Mr Walker said the Brazilian Moura family, who were caught in bureaucratic limbo for two months while their temporary visa renewals were processed, were not alone.
The Salvation Army regularly had to help foreign workers out with food and support because of delays in their visas being renewed, a process that used to take 10 days, he said.
It was unfair to expect these people to arrive in New Zealand when business was buoyant and fill seasonal jobs then leave them in the lurch, he said.
"We need these people – it's shocking really, the town knows it works off the backside of these people and when they come undone they're hung out to dry."
Some employers had tried to help but they could do nothing to speed up the process.
"Everyone's felt the pinch of the recession, but come the town cranking up, there will be a cry from employers, `we can't get workers'," Mr Walker said.
"It would seem though, that Immigration is dragging its heels a bit ... I don't know why."
The numbers of Brazilians requiring help had increased to the extent that Mr Walker had asked his national office to include their ethnicity in the Salvation Army's national database.
"Unless they come to Queenstown with some financial backup they can't survive on no income.
They've got to pay rent and put food on the table," Mr Walker said.
Foreign workers got "stuck in a mode of waiting" for visa renewals – they couldn't go backward or forward and they couldn't work, although some of them continued to work just to survive, he said.
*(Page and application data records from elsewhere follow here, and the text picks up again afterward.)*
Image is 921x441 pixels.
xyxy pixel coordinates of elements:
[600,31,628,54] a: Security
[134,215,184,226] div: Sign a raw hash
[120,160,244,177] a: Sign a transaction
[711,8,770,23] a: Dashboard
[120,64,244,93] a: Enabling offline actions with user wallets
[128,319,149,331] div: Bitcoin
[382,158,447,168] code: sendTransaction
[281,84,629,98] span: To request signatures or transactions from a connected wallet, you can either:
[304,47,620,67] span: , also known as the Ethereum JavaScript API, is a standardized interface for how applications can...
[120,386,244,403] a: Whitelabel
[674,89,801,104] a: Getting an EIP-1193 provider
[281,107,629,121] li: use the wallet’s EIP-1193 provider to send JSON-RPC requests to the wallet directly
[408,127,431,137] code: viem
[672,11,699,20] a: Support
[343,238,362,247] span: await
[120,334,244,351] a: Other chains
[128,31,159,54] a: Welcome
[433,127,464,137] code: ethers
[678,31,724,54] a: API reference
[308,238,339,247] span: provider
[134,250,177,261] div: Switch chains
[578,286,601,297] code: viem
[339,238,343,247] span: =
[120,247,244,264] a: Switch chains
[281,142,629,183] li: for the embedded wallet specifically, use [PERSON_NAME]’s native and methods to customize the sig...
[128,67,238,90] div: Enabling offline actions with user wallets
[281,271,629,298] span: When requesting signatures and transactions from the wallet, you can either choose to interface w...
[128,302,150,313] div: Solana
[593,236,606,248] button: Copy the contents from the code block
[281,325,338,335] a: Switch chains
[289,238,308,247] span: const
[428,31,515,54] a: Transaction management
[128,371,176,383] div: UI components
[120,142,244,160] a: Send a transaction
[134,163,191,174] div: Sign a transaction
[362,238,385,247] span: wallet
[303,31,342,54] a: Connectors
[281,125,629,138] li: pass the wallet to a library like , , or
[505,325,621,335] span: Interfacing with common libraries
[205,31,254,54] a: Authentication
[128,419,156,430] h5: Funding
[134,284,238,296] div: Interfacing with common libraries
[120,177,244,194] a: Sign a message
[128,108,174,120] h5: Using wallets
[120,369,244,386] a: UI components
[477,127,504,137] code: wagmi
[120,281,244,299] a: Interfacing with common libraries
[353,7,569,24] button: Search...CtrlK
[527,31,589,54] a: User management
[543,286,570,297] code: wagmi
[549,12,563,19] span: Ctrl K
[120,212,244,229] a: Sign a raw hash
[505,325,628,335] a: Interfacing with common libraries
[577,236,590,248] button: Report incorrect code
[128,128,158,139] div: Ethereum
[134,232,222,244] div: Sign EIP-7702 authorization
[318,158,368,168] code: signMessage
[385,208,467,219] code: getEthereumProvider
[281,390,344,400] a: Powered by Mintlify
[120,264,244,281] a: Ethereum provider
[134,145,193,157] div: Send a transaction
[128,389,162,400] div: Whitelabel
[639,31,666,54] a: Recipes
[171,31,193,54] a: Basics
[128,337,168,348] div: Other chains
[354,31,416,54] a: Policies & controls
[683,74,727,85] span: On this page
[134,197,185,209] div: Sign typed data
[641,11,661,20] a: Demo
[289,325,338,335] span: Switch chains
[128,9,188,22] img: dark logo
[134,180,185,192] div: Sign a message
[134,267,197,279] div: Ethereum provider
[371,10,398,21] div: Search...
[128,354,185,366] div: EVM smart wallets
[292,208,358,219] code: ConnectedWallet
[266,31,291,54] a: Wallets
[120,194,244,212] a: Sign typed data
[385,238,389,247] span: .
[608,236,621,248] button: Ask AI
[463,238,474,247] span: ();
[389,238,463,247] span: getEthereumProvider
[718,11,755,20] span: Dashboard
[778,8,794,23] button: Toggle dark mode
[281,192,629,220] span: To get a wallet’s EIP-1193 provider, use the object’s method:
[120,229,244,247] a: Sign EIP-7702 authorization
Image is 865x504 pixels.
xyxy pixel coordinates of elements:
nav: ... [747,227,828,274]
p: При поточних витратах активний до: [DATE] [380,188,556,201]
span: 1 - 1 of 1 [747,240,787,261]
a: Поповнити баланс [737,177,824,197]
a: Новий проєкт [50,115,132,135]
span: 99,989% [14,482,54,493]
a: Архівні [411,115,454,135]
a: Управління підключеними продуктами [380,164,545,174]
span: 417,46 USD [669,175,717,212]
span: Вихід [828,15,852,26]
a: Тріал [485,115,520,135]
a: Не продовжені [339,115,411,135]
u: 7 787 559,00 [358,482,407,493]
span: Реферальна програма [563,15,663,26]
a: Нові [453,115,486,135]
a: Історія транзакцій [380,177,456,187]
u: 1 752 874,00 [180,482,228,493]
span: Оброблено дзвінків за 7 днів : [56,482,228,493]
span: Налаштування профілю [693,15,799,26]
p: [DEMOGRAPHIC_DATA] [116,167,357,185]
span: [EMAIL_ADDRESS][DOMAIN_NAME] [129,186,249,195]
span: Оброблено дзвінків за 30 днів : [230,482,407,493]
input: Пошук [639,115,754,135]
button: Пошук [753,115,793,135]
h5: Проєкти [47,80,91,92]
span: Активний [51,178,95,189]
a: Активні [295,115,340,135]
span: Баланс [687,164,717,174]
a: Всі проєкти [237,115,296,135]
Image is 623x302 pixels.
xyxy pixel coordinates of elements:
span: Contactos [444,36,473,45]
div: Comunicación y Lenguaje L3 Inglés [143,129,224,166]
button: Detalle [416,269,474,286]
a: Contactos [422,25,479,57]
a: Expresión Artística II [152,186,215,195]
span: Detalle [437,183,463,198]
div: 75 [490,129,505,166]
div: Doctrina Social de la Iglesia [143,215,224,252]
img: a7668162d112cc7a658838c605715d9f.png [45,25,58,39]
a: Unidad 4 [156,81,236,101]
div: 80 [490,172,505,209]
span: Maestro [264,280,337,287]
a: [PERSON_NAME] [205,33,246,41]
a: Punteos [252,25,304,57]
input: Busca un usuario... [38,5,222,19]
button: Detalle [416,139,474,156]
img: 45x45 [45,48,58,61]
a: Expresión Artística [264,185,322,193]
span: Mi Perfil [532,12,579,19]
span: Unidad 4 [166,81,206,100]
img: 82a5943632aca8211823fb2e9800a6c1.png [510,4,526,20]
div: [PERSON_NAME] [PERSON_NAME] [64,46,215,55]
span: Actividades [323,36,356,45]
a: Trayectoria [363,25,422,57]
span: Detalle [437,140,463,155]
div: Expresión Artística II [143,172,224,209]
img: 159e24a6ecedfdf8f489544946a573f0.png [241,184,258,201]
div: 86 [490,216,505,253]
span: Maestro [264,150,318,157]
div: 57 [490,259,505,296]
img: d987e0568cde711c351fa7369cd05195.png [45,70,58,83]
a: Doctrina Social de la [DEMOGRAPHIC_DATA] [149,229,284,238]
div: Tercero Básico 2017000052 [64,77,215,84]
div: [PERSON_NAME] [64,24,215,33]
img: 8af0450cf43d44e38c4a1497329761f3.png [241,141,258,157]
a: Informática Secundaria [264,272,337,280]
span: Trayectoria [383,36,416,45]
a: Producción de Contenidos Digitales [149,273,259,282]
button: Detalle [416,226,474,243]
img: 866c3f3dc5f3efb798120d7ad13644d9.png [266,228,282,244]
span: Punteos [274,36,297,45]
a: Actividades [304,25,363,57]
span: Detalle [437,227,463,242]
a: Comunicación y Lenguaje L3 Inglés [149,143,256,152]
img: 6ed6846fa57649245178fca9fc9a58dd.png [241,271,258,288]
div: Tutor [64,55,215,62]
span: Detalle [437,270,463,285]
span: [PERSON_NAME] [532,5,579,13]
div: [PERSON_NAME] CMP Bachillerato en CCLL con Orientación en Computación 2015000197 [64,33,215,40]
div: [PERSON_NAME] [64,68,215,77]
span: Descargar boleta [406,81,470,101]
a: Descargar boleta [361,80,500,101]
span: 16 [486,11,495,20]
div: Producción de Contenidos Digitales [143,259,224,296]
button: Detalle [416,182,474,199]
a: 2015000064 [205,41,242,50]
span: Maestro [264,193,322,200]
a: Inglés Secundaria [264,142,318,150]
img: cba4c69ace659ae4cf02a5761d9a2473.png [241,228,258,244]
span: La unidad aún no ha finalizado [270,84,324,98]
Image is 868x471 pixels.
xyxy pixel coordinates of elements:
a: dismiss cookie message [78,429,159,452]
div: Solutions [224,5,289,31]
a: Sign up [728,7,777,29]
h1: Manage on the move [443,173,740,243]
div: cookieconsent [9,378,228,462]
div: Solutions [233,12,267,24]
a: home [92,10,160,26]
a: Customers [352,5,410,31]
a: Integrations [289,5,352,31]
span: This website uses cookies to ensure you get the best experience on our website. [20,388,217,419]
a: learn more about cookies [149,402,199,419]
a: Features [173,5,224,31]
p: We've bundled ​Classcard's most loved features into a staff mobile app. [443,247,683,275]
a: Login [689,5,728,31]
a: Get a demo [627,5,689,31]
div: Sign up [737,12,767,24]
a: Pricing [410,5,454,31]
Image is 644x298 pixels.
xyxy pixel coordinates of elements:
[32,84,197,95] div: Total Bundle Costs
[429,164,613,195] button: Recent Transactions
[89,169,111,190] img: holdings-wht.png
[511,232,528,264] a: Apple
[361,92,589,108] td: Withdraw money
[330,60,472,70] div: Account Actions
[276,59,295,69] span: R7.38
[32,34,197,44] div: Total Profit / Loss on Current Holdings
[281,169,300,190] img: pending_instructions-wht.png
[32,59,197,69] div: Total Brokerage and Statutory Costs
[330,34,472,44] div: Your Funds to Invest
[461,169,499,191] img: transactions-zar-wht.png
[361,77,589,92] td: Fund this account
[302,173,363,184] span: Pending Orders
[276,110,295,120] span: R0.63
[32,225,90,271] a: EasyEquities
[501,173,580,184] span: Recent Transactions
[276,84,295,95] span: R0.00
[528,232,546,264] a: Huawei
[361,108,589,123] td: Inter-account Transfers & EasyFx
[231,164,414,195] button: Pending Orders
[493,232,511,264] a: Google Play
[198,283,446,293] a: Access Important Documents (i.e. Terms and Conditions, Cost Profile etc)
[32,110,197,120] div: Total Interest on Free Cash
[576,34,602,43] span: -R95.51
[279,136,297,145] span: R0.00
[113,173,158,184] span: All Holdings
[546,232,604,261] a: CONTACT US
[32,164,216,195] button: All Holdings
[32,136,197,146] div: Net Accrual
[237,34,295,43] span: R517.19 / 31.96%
Immigration New Zealand's head of immigration Nigel Bickle said yesterday his Queenstown staff had processed 1000 more applications for the 2009-10 financial than for the previous financial year. Eighty-one per cent of them were work permits.
Most were processed within two to three weeks, although it took longer if more information was requested.
Sixty-six per cent of work applications were processed within 15 days by the Queenstown branch last month, he said.
Once additional information was given, applications were normally decided within two or three days if possible.
Two of the branch's four Queenstown staff had resigned during the past three months but additional resources were brought in from Christchurch and Dunedin tocover until replacements started work.
Checks to ensure New Zealanders were not available for the foreign workers' jobs had become "increasingly important" in changing economic times, Mr Bickle said.